Amid a spike in international raw material costs, the prices of pulp, packaging and power, which account for the bulk of Yuen Foong Yu’s production costs, had increased more than 40 percent last year, with some nearly doubling, the company said.
In addition to paper products, the company owns the cleaning product brands Orange House, Fresh Sense and New Clean.

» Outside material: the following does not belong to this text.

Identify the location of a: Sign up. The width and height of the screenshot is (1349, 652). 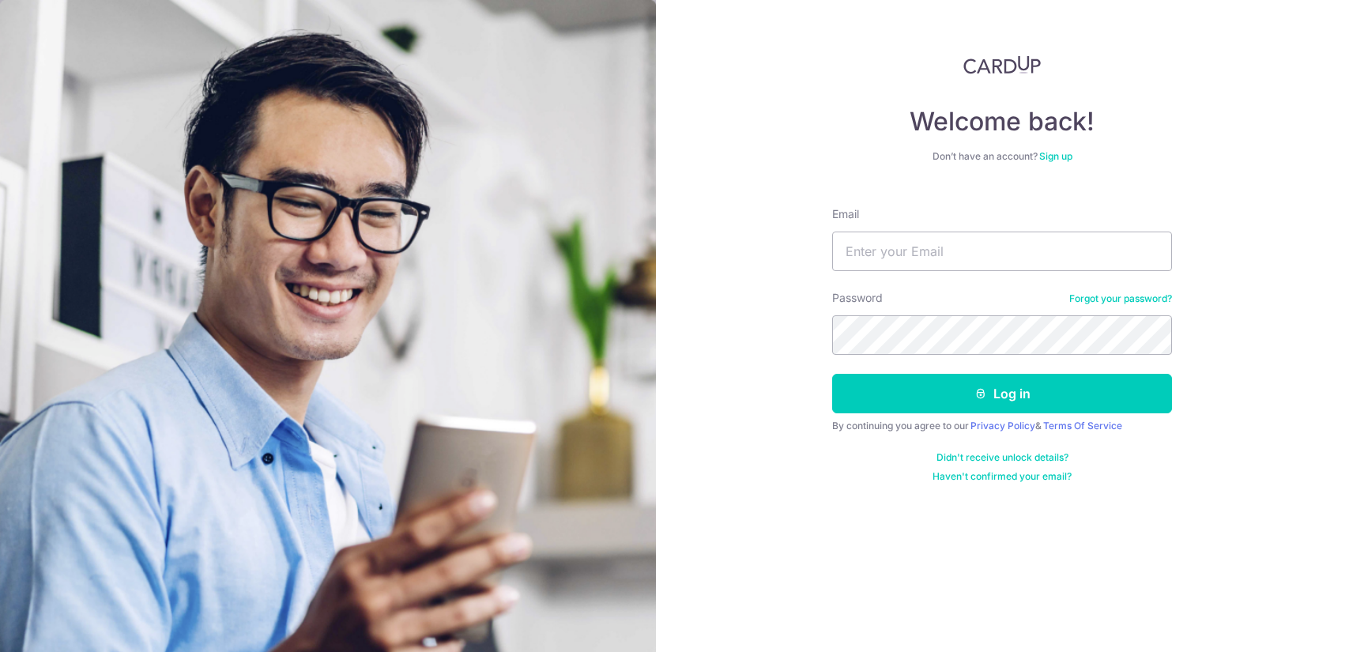
(1055, 156).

Nvidia Corp’s demand for advanced packaging from Taiwan Semiconductor Manufacturing Co (TSMC, 台積電) remains strong though the kind of technology it needs is changing, Nvidia CEO Jensen Huang (黃仁勳) said yesterday, after he was asked whether the company was cutting orders. Nvidia’s most advanced artificial intelligence (AI) chip, Blackwell, consists of multiple chips glued together using a complex chip-on-wafer-on-substrate (CoWoS) advanced packaging technology offered by TSMC, Nvidia’s main contract chipmaker. “As we move into Blackwell, we will use largely CoWoS-L. Of course, we’re still manufacturing Hopper, and Hopper will use CowoS-S. We will also transition the CoWoS-S capacity to CoWos-L,” Huang said
Nvidia Corp CEO Jensen Huang (黃仁勳) is expected to miss the inauguration of US president-elect Donald Trump on Monday, bucking a trend among high-profile US technology leaders. Huang is visiting East Asia this week, as he typically does around the time of the Lunar New Year, a person familiar with the situation said. He has never previously attended a US presidential inauguration, said the person, who asked not to be identified, because the plans have not been announced. That makes Nvidia an exception among the most valuable technology companies, most of which are sending cofounders or CEOs to the event. That includes
INDUSTRY LEADER: TSMC aims to continue outperforming the industry’s growth and makes 2025 another strong growth year, chairman and CEO C.C. Wei says Taiwan Semiconductor Manufacturing Co (TSMC, 台積電), a major chip supplier to Nvidia Corp and Apple Inc, yesterday said it aims to grow revenue by about 25 percent this year, driven by robust demand for artificial intelligence (AI) chips. That means TSMC would continue to outpace the foundry industry’s 10 percent annual growth this year based on the chipmaker’s estimate. The chipmaker expects revenue from AI-related chips to double this year, extending a three-fold increase last year. The growth would quicken over the next five years at a compound annual growth rate of 45 percent, fueled by strong demand for the high-performance computing
TARIFF TRADE-OFF: Machinery exports to China dropped after Beijing ended its tariff reductions in June, while potential new tariffs fueled ‘front-loaded’ orders to the US The nation’s machinery exports to the US amounted to US$7.19 billion last year, surpassing the US$6.86 billion to China to become the largest export destination for the local machinery industry, the Taiwan Association of Machinery Industry (TAMI, 台灣機械公會) said in a report on Jan. 10. It came as some manufacturers brought forward or “front-loaded” US-bound shipments as required by customers ahead of potential tariffs imposed by the new US administration, the association said. During his campaign, US president-elect Donald Trump threatened tariffs of as high as 60 percent on Chinese goods and 10 percent to 20 percent on imports from other countries.